Lars narrowed his eyes. Was there something flashing inside behind the windows?
“Just get them out here. Now.”
He switched off his cell and crawled slowly along the edge of the garden, merging into the shadows. Near the corner of the house he ran, hunched, across the grass. A bat swept close by his face in a gentle curve, a faint gust of wind graced his skin as it passed. He flattened himself against the wall of the house. His heart pounded. Drops of sweat broke out on his forehead, his back, his armpits. Lars listened. There was a rustling in the grass to his right; a thin shadow slipped through the fence from the neighbour’s side, stopped, and looked at him with luminous eyes before it disappeared in the dark. A cat on the prowl.
He tried to control his breathing. The roar from the motorway was fainter now, the night sounds from the thicket behind the house and the swamp down toward Gentofte Lake more clear. Bush and thicket groaned in the breeze. A bird shrieked. A sudden change in the wind carried a stanza from an old song coming from the lake.
. . .but against the spirit of strife
over field under beach
on our forefather’s burial mound we will give the bonfire life
every city has it witch,
and every parish its trolls . . .
There was a burnt smell in the air.
Lars edged his way forward to the corner of the house, ducking below the large living room window. Still no sound from inside. He looked around the corner with his hand on his weapon. The moon’s pale reflection lit up something just outside the wall. Lars took another quick look.

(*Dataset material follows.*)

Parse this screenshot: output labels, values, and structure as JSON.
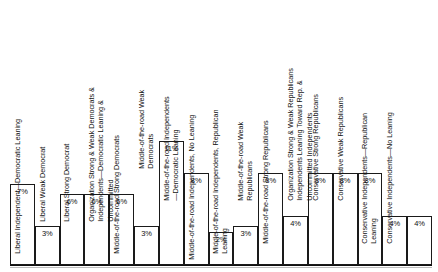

The back door was open. He crept forward carefully, avoiding the rusty garden furniture leaning against the wall, drew his pistol without releasing the safety, then slipped quietly inside. It smelled stale and musty at the same time. Mildewy. He tried to orient himself, stepping over the hoe and gardening shovel. His foot struck something hard — steps leading further up. Then wooden planks. He stopped, listened. Adjusted his eyes to the darkness inside. The old house groaned in its joints.